The Colombian legislature has passed an updated version of the peace accord proposed by President Juan Manuel Santos and the FARC, over protests from opposition legislators who say it is unconstitutional to agree to such a deal without a democratic vote.

After the Colombian people rejected a peace deal with the Revolutionary Armed Forces of Colombia (FARC) — a Marxist terrorist group that has killed or disappeared hundreds of thousands of people in the past half-century — Santos sent his negotiators back to Havana. Cuba’s communist government has afforded the FARC leadership safe haven there. The FARC and Colombian government leaders have agreed on a new deal that opponents say varies very little from the original, though Colombia’s Congress has approved it.

In the Senate, the bill ratifying the provisions of the new FARC deal passed 75-0, while the lower chamber passed the bill 130-0. The bill’s fate is now in the hands of the Colombian Constitutional Court, which will decide whether these provisions are constitutional as legislation (as opposed to a treaty) and whether the legislature can fast-track the bill and avoid debate on the Congressional floor.

While the vote numbers indicate a unanimous vote, many members of Congress opposed the legislation. They chose to walk out rather than vote on it because they consider the process unconstitutional and are instead demanding a second national referendum on the deal.

“The Democratic Center cannot vote for this proposition… because we have already said that what was said – in the Executive branch, in Congress, in the courts – is that we need an endorsement [of the bill] through direct democracy,” Senator Álvaro Uribe, the head of the Democratic Center party and Santos’s predecessor, said, regarding the vote. Democratic Center walked out rather than issuing a vote on the new legislation.

Óscar Iván Zuluaga, who was the Democratic Center’s last presidential candidate against Santos, agreed, adding that he felt the new deal with the FARC did not take into consideration any of their party’s concerns. “Our voices were never heard… they never listened to our ideas in constructing this accord,” he said, according to El Colombiano.

Santos met with Uribe before presenting the latest version of the peace deal, though he has refused to permit a second vote. The new deal, now over 300 pages, includes a number of pages on the importance of “gender equality” and requires the FARC to submit a detailed inventory of the group’s assets to the government. However, it still contains many of the provisions that alarmed its opponents. FARC members will still be able to organize a political party and run for office, and many guilty of “political crimes” – a term the deal only vaguely defines – will not have to serve prison sentences for their terrorist activities. As the first FARC deal failed largely in the

FARC members will still be able to organize a political party and run for office, and many guilty of “political crimes” — a term the deal only vaguely defines — will not have to serve prison sentences for their terrorist activities. As the first FARC deal failed largely in the nation’s rural interior, where the FARC thrived in its pre-Uribe heyday because of the potential amnesty for FARC terrorists, it is unlikely that a second vote would result in passing the latest version.

U.S. Vice President Joe Biden, in Colombia to aid in the establishment of the new Joint Colombia U.S. Council group, told El Tiempo that he supports the deal. “Santos responded to the vote in October, after engaging the ‘No’ vote groups directly and returning to the negotiating table with the FARC,” Biden noted, “thus achieving great improvements in the agreement. This is crucial, because to maximize the opportunity for success, the peace agreement needs as much support as possible from the Colombian people.”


-- Assignment --
State how many lines in the entries below hold the string "JSON", and give nothing besides that number.

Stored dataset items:
================

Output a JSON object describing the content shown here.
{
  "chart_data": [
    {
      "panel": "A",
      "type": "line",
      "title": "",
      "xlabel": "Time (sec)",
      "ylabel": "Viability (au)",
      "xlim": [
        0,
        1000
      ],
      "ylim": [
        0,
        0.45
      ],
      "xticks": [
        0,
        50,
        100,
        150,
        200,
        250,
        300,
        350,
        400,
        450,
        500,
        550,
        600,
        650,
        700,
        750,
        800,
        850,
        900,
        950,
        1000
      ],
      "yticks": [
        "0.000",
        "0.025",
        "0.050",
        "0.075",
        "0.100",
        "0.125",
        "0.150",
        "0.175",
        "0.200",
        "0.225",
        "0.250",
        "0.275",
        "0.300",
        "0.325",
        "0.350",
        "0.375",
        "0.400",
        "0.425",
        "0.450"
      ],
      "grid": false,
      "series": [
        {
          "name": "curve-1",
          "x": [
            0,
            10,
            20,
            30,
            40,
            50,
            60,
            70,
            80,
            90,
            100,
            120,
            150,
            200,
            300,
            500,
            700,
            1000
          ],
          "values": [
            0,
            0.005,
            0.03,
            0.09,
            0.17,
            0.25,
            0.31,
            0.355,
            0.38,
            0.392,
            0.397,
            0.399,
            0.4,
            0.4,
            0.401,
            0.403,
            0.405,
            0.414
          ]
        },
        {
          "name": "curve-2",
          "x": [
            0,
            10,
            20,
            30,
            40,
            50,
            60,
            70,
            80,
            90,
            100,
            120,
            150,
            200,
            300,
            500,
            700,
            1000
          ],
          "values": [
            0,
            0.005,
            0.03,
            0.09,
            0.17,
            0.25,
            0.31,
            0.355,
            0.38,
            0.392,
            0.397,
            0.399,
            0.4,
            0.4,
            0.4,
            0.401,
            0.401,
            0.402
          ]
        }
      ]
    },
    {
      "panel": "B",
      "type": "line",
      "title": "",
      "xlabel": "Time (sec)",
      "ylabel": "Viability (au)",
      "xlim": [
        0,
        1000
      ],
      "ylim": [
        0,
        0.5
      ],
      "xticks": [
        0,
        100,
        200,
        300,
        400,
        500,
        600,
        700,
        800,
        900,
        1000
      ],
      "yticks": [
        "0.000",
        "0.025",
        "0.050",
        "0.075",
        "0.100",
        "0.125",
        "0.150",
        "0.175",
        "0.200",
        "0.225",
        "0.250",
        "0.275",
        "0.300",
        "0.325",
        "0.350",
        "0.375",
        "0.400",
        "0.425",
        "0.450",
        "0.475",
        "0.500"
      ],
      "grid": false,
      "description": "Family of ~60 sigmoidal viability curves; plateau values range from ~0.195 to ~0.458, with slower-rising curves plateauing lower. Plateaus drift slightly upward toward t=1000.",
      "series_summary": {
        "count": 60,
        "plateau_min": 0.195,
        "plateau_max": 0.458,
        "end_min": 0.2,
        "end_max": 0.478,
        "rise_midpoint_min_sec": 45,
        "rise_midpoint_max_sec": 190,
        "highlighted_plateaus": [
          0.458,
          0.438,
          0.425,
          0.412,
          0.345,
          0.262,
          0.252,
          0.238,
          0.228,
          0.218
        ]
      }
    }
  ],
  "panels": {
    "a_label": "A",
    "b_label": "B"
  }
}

================

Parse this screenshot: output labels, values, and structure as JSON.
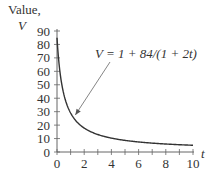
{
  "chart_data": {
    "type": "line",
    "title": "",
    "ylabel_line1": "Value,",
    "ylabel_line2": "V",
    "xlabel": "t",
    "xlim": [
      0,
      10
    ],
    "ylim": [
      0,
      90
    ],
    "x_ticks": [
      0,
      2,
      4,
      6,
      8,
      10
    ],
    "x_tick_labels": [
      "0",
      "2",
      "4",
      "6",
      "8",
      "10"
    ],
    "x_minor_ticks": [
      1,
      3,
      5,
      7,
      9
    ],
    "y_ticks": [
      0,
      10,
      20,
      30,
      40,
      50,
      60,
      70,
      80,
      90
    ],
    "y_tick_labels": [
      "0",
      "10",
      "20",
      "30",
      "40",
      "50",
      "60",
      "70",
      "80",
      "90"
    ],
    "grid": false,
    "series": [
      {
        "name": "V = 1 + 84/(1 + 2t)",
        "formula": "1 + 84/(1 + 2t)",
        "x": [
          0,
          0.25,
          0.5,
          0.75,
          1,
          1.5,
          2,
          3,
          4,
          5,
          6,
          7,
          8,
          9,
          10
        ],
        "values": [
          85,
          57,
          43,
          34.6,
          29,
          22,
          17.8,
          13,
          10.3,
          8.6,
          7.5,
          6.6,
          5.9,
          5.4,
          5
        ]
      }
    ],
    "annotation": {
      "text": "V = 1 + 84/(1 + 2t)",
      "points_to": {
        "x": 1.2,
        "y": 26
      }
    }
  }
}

================

-- Written solution --
2